Since we live in a global world and also ‘variety is the spice of life,’ there’s absolutely nothing wrong with Ghana importing other countries costumes or dresses into our country – though we shouldn’t do so at our expense.
For over a decade now, there’s been an influx of short-size, eye-provoking, cleavage-popping and revealingly transparent western dresses into Ghana and it is worn mostly by the youth. The above described dresses have been condemned strongly by our older folks but the brazen attitudes of the youth, especially the females, gives importers of such dresses the urge to continuously import more and more of such dresses into the country.
Notwithstanding their indecency with respect to the size and textures of such dresses, come the inscriptions in them. Samples of these sexually explicit inscriptions noted at the back or front or both of some female tertiary students in the capital city by GhanaCelebrities.Com reads:
I don’t like seks, I like licking; Don’t love girls, love their pu**y; Give it to me in my an*s, not my vag**a; Wet me h*t; S**k my n**ples; C**e into my m**th; M*sturb*ti*n is my hobby; I’m a seks animal; Cheating is my hobby but love me so, amongst others.
However, dresses or shirts made by Ghanaian tailors and fabric designers do not have such sexually connotative inscriptions – which are somehow crude and vulgar. Yet, the very Ghanaians do not patronize our own manufactured shirts or dresses, making our textile industries and fabric designers, suffer.
The germane questions we at GhanaCelebrities.Com ask are: Do you patronize such sexually connotative inscription dresses? How do you feel wearing them? In case you don’t patronize them, how do you regard those who wear them? Do you think Ghana should not import such dresses?
Some African religious school of thoughts posit that those sexually telling dresses are ‘immoral gambits’ well festooned from some demonic entities in the West and that their main objective is to use such dresses in the name of fashion, to gradually find their foot here in Africa and to morally corrupt Africans so that the latter will lie on the same immoral plain as the former.
So to the religious or moral extremists, does the wearing of these dresses have any spiritual effects on the wearers? Could it be the causes of spiritual bondages like spiritual marriages (which mostly females suffer), lesbianism, mast*rbate*n, homose*uality, etc? If it can – how?
Well, at the end of the day, we are under no authority to tell anyone how or what to spend his/her money on or what someone should wear. Nonetheless, share a thought on the subject if you have any. Until then…..MOTWUM!!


- _Task_
Please keep to the lines below from the one with "At what (x,y)" through the one with "Describe the element at coordinates (660, 334)", and restate them word for word, ends included.

- _Supplied records_
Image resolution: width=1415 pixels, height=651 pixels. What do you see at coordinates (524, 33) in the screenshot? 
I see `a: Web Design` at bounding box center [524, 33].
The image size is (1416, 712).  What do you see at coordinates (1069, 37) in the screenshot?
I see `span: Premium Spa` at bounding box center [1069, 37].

* * *

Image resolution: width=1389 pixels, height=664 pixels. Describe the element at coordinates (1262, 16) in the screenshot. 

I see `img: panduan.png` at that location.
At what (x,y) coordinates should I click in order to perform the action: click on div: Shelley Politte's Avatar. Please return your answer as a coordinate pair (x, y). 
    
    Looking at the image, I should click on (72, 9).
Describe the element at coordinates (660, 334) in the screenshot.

==

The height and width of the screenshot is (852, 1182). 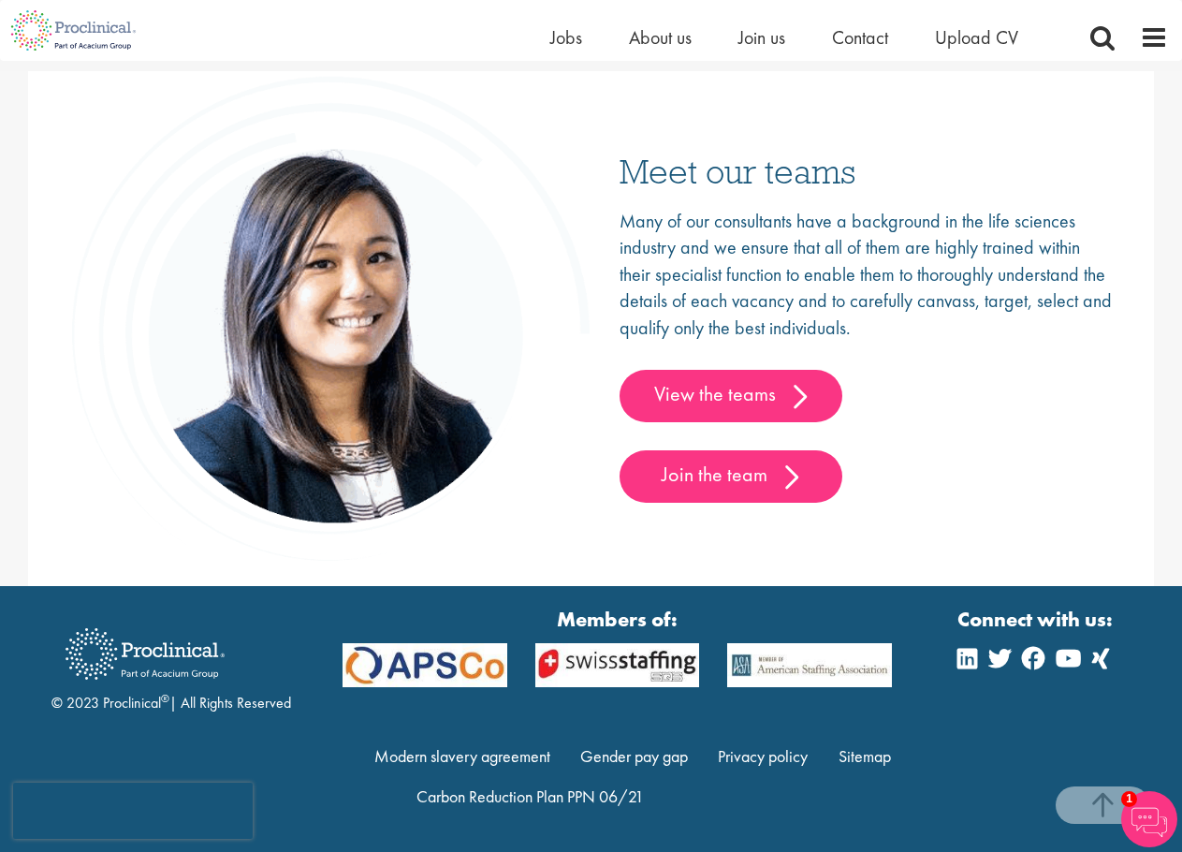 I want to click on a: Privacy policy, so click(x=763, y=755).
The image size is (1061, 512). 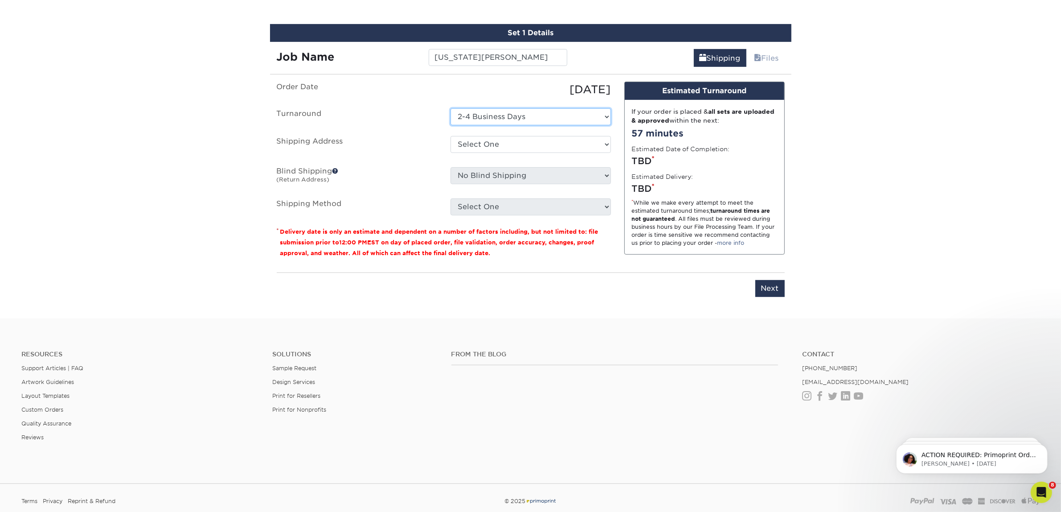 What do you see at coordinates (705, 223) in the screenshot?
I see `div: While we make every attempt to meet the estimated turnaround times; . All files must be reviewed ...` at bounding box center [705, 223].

- _Answer to the problem_
At what (x,y) coordinates should I click in order to perform the action: click on div: Shelley Politte's Avatar. Please return your answer as a coordinate pair (x, y). 
    
    Looking at the image, I should click on (72, 9).
Describe the element at coordinates (660, 334) in the screenshot.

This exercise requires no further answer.